His first impression of Marian as then-Superintendent Tom Landers showed him around was not a good one. The music room was “a disaster.” On a chalkboard in the hallway outside the room, students had drawn a series of headstones. On each was the name of a part-time band and choir director, who had all departed at the earliest opportunity for a full-time job.


Landers understood that the music program needed a full-time presence to have a respectable choir and band. He hired Rome to take over the program, filling out his schedule with afternoons as a band teacher at St. Mary and Montini elementary schools and as a Sunday pitchman for Marian at the religious education classes in the county’s Catholic parishes.

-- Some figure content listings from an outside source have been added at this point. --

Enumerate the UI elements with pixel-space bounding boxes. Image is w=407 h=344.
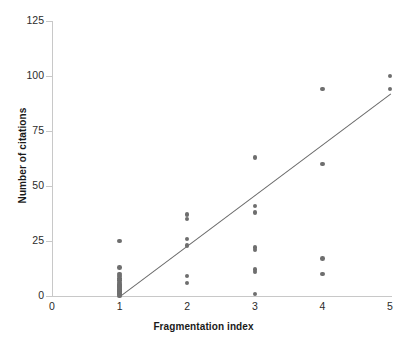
data-point <box>388 74 393 79</box>
data-point <box>253 210 258 215</box>
data-point <box>388 87 393 92</box>
data-point <box>320 272 325 277</box>
data-point <box>117 272 122 277</box>
data-point <box>117 239 122 244</box>
y-tick-mark <box>46 296 52 297</box>
y-tick-label: 25 <box>6 234 44 246</box>
x-axis-line <box>52 296 392 297</box>
x-tick-label: 4 <box>310 300 334 312</box>
data-point <box>320 256 325 261</box>
plot-area <box>52 21 390 296</box>
data-point <box>253 155 258 160</box>
scatter-chart: 0255075100125 012345 Fragmentation index… <box>0 0 407 344</box>
data-point <box>253 292 258 297</box>
y-tick-label: 125 <box>6 14 44 26</box>
data-point <box>253 204 258 209</box>
data-point <box>253 245 258 250</box>
y-axis-title: Number of citations <box>17 76 28 236</box>
x-tick-label: 0 <box>40 300 64 312</box>
data-point <box>253 267 258 272</box>
x-tick-label: 1 <box>108 300 132 312</box>
x-tick-label: 2 <box>175 300 199 312</box>
y-tick-label: 0 <box>6 289 44 301</box>
data-point <box>117 265 122 270</box>
x-axis-title: Fragmentation index <box>0 321 407 332</box>
x-tick-label: 5 <box>378 300 402 312</box>
x-tick-label: 3 <box>243 300 267 312</box>
data-point <box>320 162 325 167</box>
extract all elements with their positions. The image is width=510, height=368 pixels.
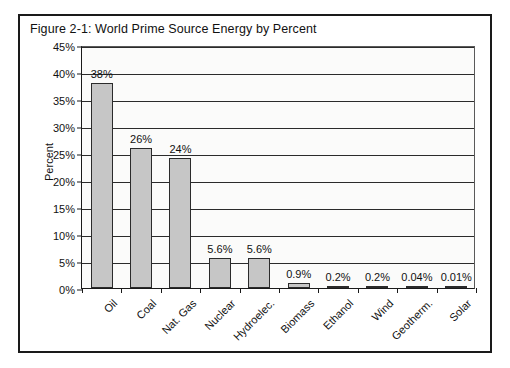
x-axis-label: Coal <box>134 297 158 321</box>
x-axis-label: Oil <box>101 297 119 315</box>
x-tick-mark <box>161 288 162 293</box>
bar[interactable] <box>169 158 191 288</box>
x-axis-label: Wind <box>369 297 395 323</box>
x-tick-mark <box>358 288 359 293</box>
bar[interactable] <box>327 286 349 288</box>
x-tick-mark <box>437 288 438 293</box>
x-axis-label: Geotherm. <box>389 297 434 342</box>
bar-value-label: 0.9% <box>286 268 311 280</box>
figure-frame: Figure 2-1: World Prime Source Energy by… <box>18 14 492 353</box>
bar-slot: 0.2% <box>318 47 357 288</box>
x-tick-mark <box>318 288 319 293</box>
bar[interactable] <box>366 286 388 288</box>
bar-value-label: 0.2% <box>365 271 390 283</box>
x-tick-mark <box>476 288 477 293</box>
bar-value-label: 26% <box>130 133 152 145</box>
bar-slot: 24% <box>161 47 200 288</box>
figure-title: Figure 2-1: World Prime Source Energy by… <box>30 22 317 36</box>
x-tick-mark <box>279 288 280 293</box>
x-tick-mark <box>121 288 122 293</box>
bar[interactable] <box>406 286 428 288</box>
y-tick-label: 35% <box>53 95 75 107</box>
x-axis-label: Solar <box>447 297 474 324</box>
y-tick-label: 40% <box>53 68 75 80</box>
bar-value-label: 38% <box>91 68 113 80</box>
bar[interactable] <box>288 283 310 288</box>
bar[interactable] <box>91 83 113 288</box>
y-tick-label: 15% <box>53 203 75 215</box>
x-tick-mark <box>397 288 398 293</box>
bar-value-label: 5.6% <box>207 243 232 255</box>
y-tick-label: 45% <box>53 41 75 53</box>
bar-value-label: 24% <box>169 143 191 155</box>
x-tick-mark <box>200 288 201 293</box>
bar-slot: 0.2% <box>358 47 397 288</box>
x-axis-label: Nat. Gas <box>159 297 198 336</box>
bar-slot: 0.04% <box>397 47 436 288</box>
bar[interactable] <box>209 258 231 288</box>
y-tick-label: 20% <box>53 176 75 188</box>
bar[interactable] <box>445 286 467 288</box>
bar-value-label: 5.6% <box>247 243 272 255</box>
bar-value-label: 0.2% <box>326 271 351 283</box>
bar-slot: 5.6% <box>200 47 239 288</box>
bar-slot: 0.01% <box>437 47 476 288</box>
y-tick-label: 0% <box>59 284 75 296</box>
x-axis-label: Ethanol <box>321 297 356 332</box>
x-axis-label: Biomass <box>278 297 316 335</box>
x-axis-label: Hydroelec. <box>231 297 277 343</box>
y-tick-label: 5% <box>59 257 75 269</box>
bar[interactable] <box>130 148 152 288</box>
bar[interactable] <box>248 258 270 288</box>
bar-slot: 0.9% <box>279 47 318 288</box>
plot-area: 0%5%10%15%20%25%30%35%40%45% 38%26%24%5.… <box>81 46 475 289</box>
y-tick-label: 10% <box>53 230 75 242</box>
x-axis-label: Nuclear <box>202 297 237 332</box>
bar-value-label: 0.04% <box>401 271 432 283</box>
y-tick-label: 30% <box>53 122 75 134</box>
y-tick-label: 25% <box>53 149 75 161</box>
bar-slot: 38% <box>82 47 121 288</box>
bar-slot: 26% <box>121 47 160 288</box>
bar-slot: 5.6% <box>240 47 279 288</box>
x-tick-mark <box>82 288 83 293</box>
x-tick-mark <box>240 288 241 293</box>
bar-value-label: 0.01% <box>441 271 472 283</box>
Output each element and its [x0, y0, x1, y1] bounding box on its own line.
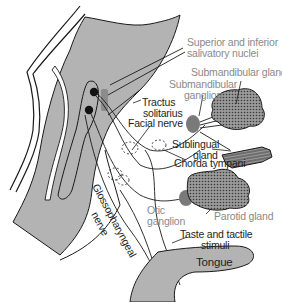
label-otic-ganglion-line2: ganglion [147, 216, 185, 227]
label-tongue: Tongue [196, 257, 233, 268]
label-submandibular-ganglion-line2: ganglion [168, 90, 238, 101]
tongue [130, 246, 254, 302]
tractus-solitarius-nucleus [101, 89, 108, 111]
label-parotid-gland: Parotid gland [214, 211, 273, 222]
label-chorda-tympani: Chorda tympani [174, 158, 245, 169]
parotid-gland [187, 169, 249, 210]
label-taste-line2: stimuli [201, 240, 229, 251]
dashed-junctions [108, 140, 166, 185]
salivary-reflex-diagram: Superior and inferior salivatory nuclei … [0, 0, 282, 302]
label-submandibular-gland: Submandibular gland [191, 67, 282, 78]
label-facial-nerve: Facial nerve [128, 118, 183, 129]
submandibular-ganglion [186, 115, 200, 133]
label-salivatory-nuclei-line2: salivatory nuclei [187, 48, 258, 59]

“I like a challenge,” Rome said, and he encountered a number of them. The school’s musical instruments were in sorry shape. At the first concert, the drum set fell apart. Rome halted the concert, reassembled the drum set, then resumed the performance.

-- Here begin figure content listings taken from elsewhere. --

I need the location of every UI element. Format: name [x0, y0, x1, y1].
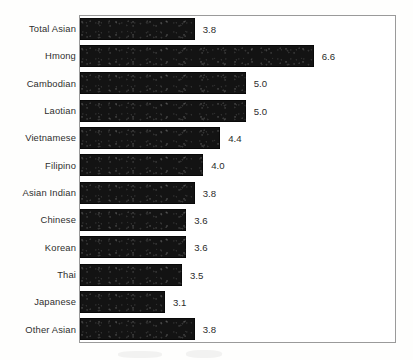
bar-row: Hmong6.6 — [0, 42, 413, 69]
value-label: 3.8 — [203, 187, 216, 198]
bar-fill — [80, 154, 203, 176]
value-label: 3.6 — [194, 214, 207, 225]
category-label: Laotian — [0, 105, 76, 116]
value-label: 3.5 — [190, 269, 203, 280]
category-label: Korean — [0, 242, 76, 253]
bar-row: Filipino4.0 — [0, 152, 413, 179]
value-label: 4.4 — [228, 132, 241, 143]
bar-fill — [80, 236, 186, 258]
value-label: 5.0 — [254, 105, 267, 116]
bar — [80, 100, 246, 122]
bar-row: Japanese3.1 — [0, 288, 413, 315]
bar-row: Cambodian5.0 — [0, 70, 413, 97]
bar — [80, 127, 220, 149]
value-label: 3.1 — [173, 296, 186, 307]
value-label: 4.0 — [211, 160, 224, 171]
bar — [80, 236, 186, 258]
value-label: 3.8 — [203, 23, 216, 34]
bar-row: Asian Indian3.8 — [0, 179, 413, 206]
category-label: Asian Indian — [0, 187, 76, 198]
bar-fill — [80, 209, 186, 231]
category-label: Total Asian — [0, 23, 76, 34]
category-label: Hmong — [0, 50, 76, 61]
bar — [80, 72, 246, 94]
bar — [80, 154, 203, 176]
bar — [80, 291, 165, 313]
bar — [80, 264, 182, 286]
category-label: Other Asian — [0, 324, 76, 335]
bar — [80, 18, 195, 40]
bar — [80, 318, 195, 340]
category-label: Cambodian — [0, 78, 76, 89]
value-label: 3.6 — [194, 242, 207, 253]
scanned-page: Total Asian3.8Hmong6.6Cambodian5.0Laotia… — [0, 0, 413, 360]
bar-fill — [80, 318, 195, 340]
bar-fill — [80, 100, 246, 122]
category-label: Filipino — [0, 160, 76, 171]
scan-artifact — [118, 351, 162, 358]
bar-fill — [80, 127, 220, 149]
value-label: 6.6 — [322, 50, 335, 61]
category-label: Thai — [0, 269, 76, 280]
bar — [80, 45, 314, 67]
bar — [80, 209, 186, 231]
bar — [80, 182, 195, 204]
category-label: Chinese — [0, 214, 76, 225]
bar-row: Thai3.5 — [0, 261, 413, 288]
bar-row: Chinese3.6 — [0, 206, 413, 233]
bar-row: Korean3.6 — [0, 234, 413, 261]
bar-row: Other Asian3.8 — [0, 316, 413, 343]
bar-fill — [80, 18, 195, 40]
value-label: 3.8 — [203, 324, 216, 335]
bar-chart-rows: Total Asian3.8Hmong6.6Cambodian5.0Laotia… — [0, 15, 413, 343]
bar-fill — [80, 182, 195, 204]
value-label: 5.0 — [254, 78, 267, 89]
bar-row: Total Asian3.8 — [0, 15, 413, 42]
bar-fill — [80, 45, 314, 67]
bar-fill — [80, 291, 165, 313]
category-label: Japanese — [0, 296, 76, 307]
category-label: Vietnamese — [0, 132, 76, 143]
scan-artifact — [186, 350, 222, 358]
bar-row: Vietnamese4.4 — [0, 124, 413, 151]
bar-fill — [80, 72, 246, 94]
bar-row: Laotian5.0 — [0, 97, 413, 124]
bar-fill — [80, 264, 182, 286]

Laura Yegge Henkel (1988), who played flute, was one of only a half-dozen members of the pit orchestra when the school staged “Funny Girl.” The orchestra was so small that Rome had to pick up his trumpet and play with his students to fill out the sound.


Henkel remembers that the pit orchestra had to wait for sports teams to finish practice in the original gym with its small stage. Band members would move in all the equipment and instruments for rehearsal for the musical and then move it all back out before the next day’s gym classes.


“Now there’s a beautiful wing with an auditorium,” Henkel said. “You get an idea of what he’s done for Marian.”


Schools_Rome1_0530

The Rev. Jared Twenty blesses the Tom Rome Conservatory.



Retirement options


In retirement, Rome will devote time to his interests and hobbies. He looks forward to going to Chicago to see the symphony or an opera matinee without worrying about getting high-schoolers back on the bus.


He would like to attend daily Mass more often and put in more volunteer hours at Helping Paws. Having played in community orchestras in Burlington, Racine, and Elkhorn, Wisconsin, he might go back to playing the trumpet for a community group.


Rome bought a scroll saw a couple of years ago and plans to experiment with intarsia to create wooden mosaics. He is creating a new Baptismal font for St. Patrick’s Church in Hartland, where he has already contributed a hymn signboard and statues of Mary and Joseph.


Looking back, Rome appreciates the students whose lives he has touched.


“In some small way,” he said, “I hope I have made a contribution to their lives. I hope they keep music in their lives and think of me once in a while.”